Service Industry Urges Action to Fight Technician Shortage

By Seth Clevenger, Staff Reporter

This story appears in the Sept. 24 print edition of Transport Topics.

PITTSBURGH — Facing the prospect of having to replace tens of thousands of technicians in the coming years, officials from the trucking and fleet maintenance industries have urged companies to work closely with educators as one way to attract new talent.

“It’s not a problem, it’s an impending crisis,” Bonne Karim, chairman of the Technology & Maintenance Council’s Professional Technician Development Committee, said of the technician shortage at a Sept. 12 session here during TMC’s fall meeting.

Total employment among truck and bus mechanics and diesel engine specialists is projected to climb 14.5% to 277,400 in 2020, from 242,200 in 2010, according to the U.S. Bureau of Labor Statistics.



Labor expects 87,800 job openings in this sector during the decade, with 35,200 resulting from growth and 52,600 because of workers retiring or leaving the industry.

The replacement figure is a “scary number,” said George Arrants, director of business development at Lincoln Technical Institute, which offers seven diesel programs. “Most of it is based on the aging workforce.”

Arrants is chairman of TMC’s SuperTech competition, an annual contest held in conjunction with the fall meeting to recognize top technicians and promote the profession (9-17, p. 1).

Detroit Diesel Corp. in 2010 estimated that half of its mechanics would retire by 2015, Preston Ingalls, CEO of consultancy TBR Strategies, told Transport Topics.

He cited statistics from job placement agency Manpower Inc. that found the largest worker shortage in the United States was in skilled trades such as mechanics and welders in several industries, including trucking.

That agency placed the lack of mechanics above the driver shortage.

Kevin Holland, senior manager, service training at Daimler Trucks North America, said a poll of the company’s dealers and distributors indicated DTNA’s service network will need to acquire an additional 6,400 technicians by 2020.

At the TMC session, Karim, a retired fleet training manager for the U.S. Postal Service, pointed to one Postal Service vehicle maintenance facility on the East Coast as an example of the shortage.

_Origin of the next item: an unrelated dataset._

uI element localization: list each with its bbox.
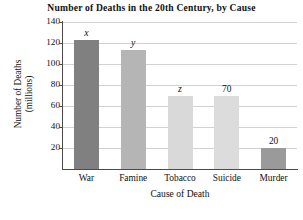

She said the agency has never been able to hire a full complement of technicians since it opened about 14 years ago and currently is staffed at only 60%.

And the gap between the labor needed and the labor available is expected to widen, said Tim Lawrence, executive director of SkillsUSA, a national organization for students preparing for careers in technical occupations.

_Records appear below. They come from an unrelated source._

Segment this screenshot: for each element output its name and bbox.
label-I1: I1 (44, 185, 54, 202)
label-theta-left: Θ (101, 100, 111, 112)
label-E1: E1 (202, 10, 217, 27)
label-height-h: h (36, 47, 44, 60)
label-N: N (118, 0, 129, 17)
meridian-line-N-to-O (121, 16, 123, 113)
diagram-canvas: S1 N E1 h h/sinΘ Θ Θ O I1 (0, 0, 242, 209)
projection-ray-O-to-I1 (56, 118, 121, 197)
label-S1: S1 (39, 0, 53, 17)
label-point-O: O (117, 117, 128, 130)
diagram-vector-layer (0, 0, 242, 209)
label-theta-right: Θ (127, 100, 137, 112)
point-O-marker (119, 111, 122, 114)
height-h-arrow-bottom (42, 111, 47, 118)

“It’s going to get worse unless we face it and come up with some solutions,” he said.

Some employers are addressing the shortage by partnering with schools and community colleges, and “planting those seeds early,” said Ray Wheeling, vice president of advanced training at Universal Technical Institute, which offers diesel training programs at eight of its 11 campuses.

Companies are hosting career events to showcase modern truck technology, he said. They also can use video conferences to bring their shops to the classroom and get high school students excited about the profession.

Kevin Tomlinson, director of maintenance for South Shore Transportation Co., Sandusky, Ohio, said parents sometimes push students away from the vocational field because they see it as unfulfilling, dirty and academically inferior.

“It’s a culture change. You have to make them think differently. Everybody in the industry is competing for the same individuals, and you have to let them know that those positions are out there,” Tomlinson said.

The industry must get the word out that the technician field is really not what they think it is, he said.

Lawrence, of SkillsUSA, said the companies that work with educators have a recruitment advantage.

“The employers who are inside the schools, helping build that pipeline, are the employers who are going to actually get those students,” he said.

Wheeling, of Universal Technical Institute, said the biggest challenge for technician students over the past few years has been the cost of training, coupled with their inability or reluctance to take on debt.

The companies with more ad-vanced recruiting strategies have used scholarships and sponsorships to combat this problem, he said.

Financial assistance can also take other forms. One large fleet, for example, is offering upward of $10,000 in tools after a year of employment, Wheeling said.

Assistance with tuition loans and relocation costs for new hires are other ways that companies are offering financial incentives.

Tom James, CEO of the Truck Renting and Leasing Association, said there’s “an incredible pool of potential job candidates in our military veterans.”

“You’re going to find people that have those basic employability skills, many people who already have the skills needed in the shops, and you’re going to be helping out people who have served our country,” James said.

“It’s not the answer to the shortage, but it’s a very good step in the right direction,” he added.

Senior Reporter Rip Watson contributed to this story.